Slabs of smartphone lycra’d to each outer thigh, a lithe woman in a Harvard hat smiled at me as she approached. I didn’t have time to react before I saw that the object of her smile was not me, but a butterfly, a gold and black Platonic ideal of a monarch, which floated between us. After we passed each other, the butterfly sailed alongside me for a moment, hovered, then executed a skittery descent into the warm grass.
Later I turned onto Huron Avenue and confronted a wild turkey on the sidewalk. As I approached, I
scanned my scarce turkey knowledge, trying to recall if they were territorial
or not, and if by continuing I would risk a serious pecking from a creature around half my
height. I held my breath and kept to
the right, and as I passed, the turkey averted her eyes, as if
searching for something, and we continued our respective ways. Not unlike what two humans do in similar situations.
The air became hotter and denser, and I lost a few moments. Time and distance passed, it seemed, without me. These
long runs are good for one’s physical health, but, as I’ve mentioned before, there’s
also spiritual fruit which Saturday morning mortification bears. The early mystics talk about annihilation,
but John Main (a Benedictine monk and real-life mystic himself) saw it differently: “This is why we
pray to the degree that we turn away from ourselves, from the possessive
self-consciousness and trivial distractedness… If this sounds like annihilation
it is only because it is a description of the unified consciousness of transcendence…far
from being annihilated, we are fully, wonderfully restored to ourselves…we know
the wonder of our being, the beauty of life, the centrality of love.”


• _TASK GOAL_:
Given the listing below, the answer must be only the number of lines containing the string "boundary".
(MATERIAL TO PROCESS Opens)
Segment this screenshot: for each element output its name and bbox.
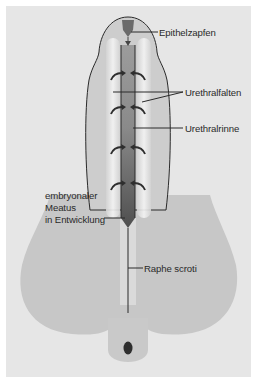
label-epithelzapfen: Epithelzapfen [159,27,216,38]
label-raphe-scroti: Raphe scroti [144,263,197,274]
anal-opening [124,342,133,355]
label-meatus-line3: in Entwicklung [45,214,105,225]
label-meatus-line1: embryonaler [45,190,97,201]
genital-development-diagram [0,0,257,385]
label-urethralrinne: Urethralrinne [185,123,239,134]
label-meatus-line2: Meatus [45,202,76,213]
perineal-tip [108,318,148,362]
label-urethralfalten: Urethralfalten [185,87,241,98]
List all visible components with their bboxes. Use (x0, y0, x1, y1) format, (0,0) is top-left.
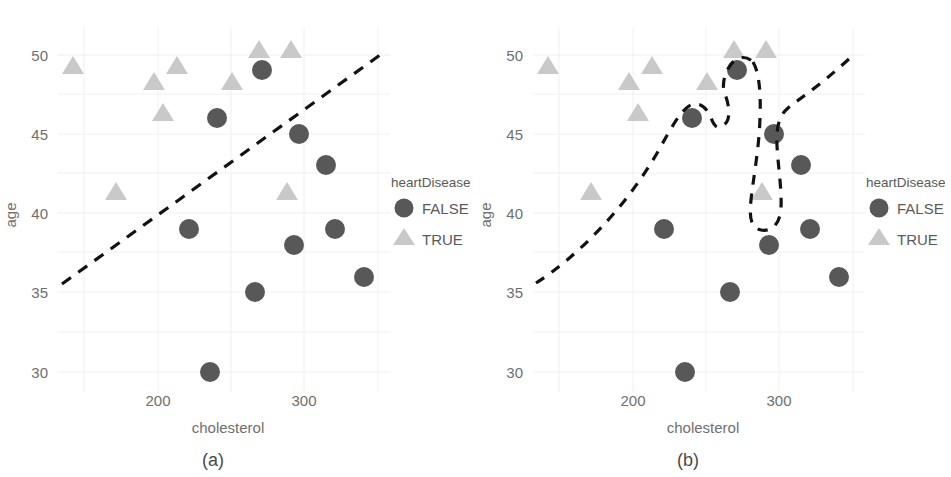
panel-b: 50 45 40 35 30 age 200 300 cholesterol (475, 0, 950, 477)
legend-title: heartDisease (866, 175, 946, 190)
data-point-triangle (152, 103, 174, 121)
x-tick-label: 300 (766, 392, 791, 409)
gridlines-b (533, 28, 865, 392)
data-point-triangle (276, 182, 298, 200)
data-point-triangle (696, 72, 718, 90)
x-axis-ticks-a: 200 300 (145, 392, 316, 409)
data-point-circle (289, 124, 309, 144)
data-point-circle (200, 362, 220, 382)
legend-label-true: TRUE (897, 231, 938, 248)
y-axis-title: age (477, 202, 494, 227)
data-point-circle (759, 235, 779, 255)
data-point-triangle (221, 72, 243, 90)
x-tick-label: 300 (291, 392, 316, 409)
y-axis-ticks-b: 50 45 40 35 30 (506, 47, 523, 381)
y-axis-title: age (2, 202, 19, 227)
data-point-triangle (166, 56, 188, 74)
data-point-circle (252, 60, 272, 80)
panel-b-plot: 50 45 40 35 30 age 200 300 cholesterol (475, 0, 951, 477)
data-point-circle (791, 155, 811, 175)
data-point-circle (720, 282, 740, 302)
y-tick-label: 45 (506, 126, 523, 143)
decision-boundary-left-arm (536, 58, 753, 284)
y-tick-label: 30 (31, 364, 48, 381)
y-tick-label: 35 (31, 284, 48, 301)
data-point-circle (207, 108, 227, 128)
data-point-circle (764, 124, 784, 144)
decision-boundary-loop (750, 58, 850, 230)
y-tick-label: 40 (506, 205, 523, 222)
figure-container: 50 45 40 35 30 age 200 300 cholesterol (0, 0, 951, 477)
data-point-circle (245, 282, 265, 302)
legend-marker-circle (870, 199, 889, 218)
data-point-triangle (280, 40, 302, 58)
y-tick-label: 50 (506, 47, 523, 64)
y-tick-label: 35 (506, 284, 523, 301)
legend-b: heartDisease FALSE TRUE (866, 175, 946, 248)
series-false-markers-a (179, 60, 374, 382)
x-axis-title: cholesterol (192, 419, 265, 436)
x-tick-label: 200 (620, 392, 645, 409)
y-axis-ticks-a: 50 45 40 35 30 (31, 47, 48, 381)
data-point-triangle (580, 182, 602, 200)
data-point-circle (829, 267, 849, 287)
data-point-triangle (641, 56, 663, 74)
panel-a-plot: 50 45 40 35 30 age 200 300 cholesterol (0, 0, 475, 477)
y-tick-label: 45 (31, 126, 48, 143)
legend-marker-triangle (393, 228, 415, 245)
data-point-circle (654, 219, 674, 239)
y-tick-label: 30 (506, 364, 523, 381)
data-point-circle (675, 362, 695, 382)
data-point-circle (354, 267, 374, 287)
data-point-triangle (723, 40, 745, 58)
data-point-circle (316, 155, 336, 175)
data-point-triangle (618, 72, 640, 90)
legend-marker-circle (395, 199, 414, 218)
y-tick-label: 40 (31, 205, 48, 222)
panel-caption-a: (a) (202, 450, 224, 470)
data-point-circle (800, 219, 820, 239)
data-point-circle (325, 219, 345, 239)
data-point-triangle (143, 72, 165, 90)
legend-label-true: TRUE (422, 231, 463, 248)
x-tick-label: 200 (145, 392, 170, 409)
legend-label-false: FALSE (897, 200, 944, 217)
panel-a: 50 45 40 35 30 age 200 300 cholesterol (0, 0, 475, 477)
data-point-triangle (627, 103, 649, 121)
data-point-circle (284, 235, 304, 255)
legend-a: heartDisease FALSE TRUE (391, 175, 471, 248)
data-point-triangle (62, 56, 84, 74)
data-point-triangle (755, 40, 777, 58)
data-point-triangle (105, 182, 127, 200)
data-point-circle (179, 219, 199, 239)
data-point-triangle (537, 56, 559, 74)
y-tick-label: 50 (31, 47, 48, 64)
panel-caption-b: (b) (677, 450, 699, 470)
legend-marker-triangle (868, 228, 890, 245)
x-axis-title: cholesterol (667, 419, 740, 436)
data-point-triangle (248, 40, 270, 58)
x-axis-ticks-b: 200 300 (620, 392, 791, 409)
legend-label-false: FALSE (422, 200, 469, 217)
legend-title: heartDisease (391, 175, 471, 190)
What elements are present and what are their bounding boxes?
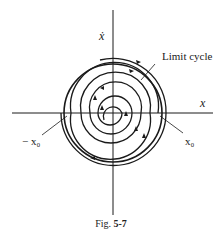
(MATERIAL TO PROCESS Closes)
• _RESPONSE TO THIS EXERCISE_:
2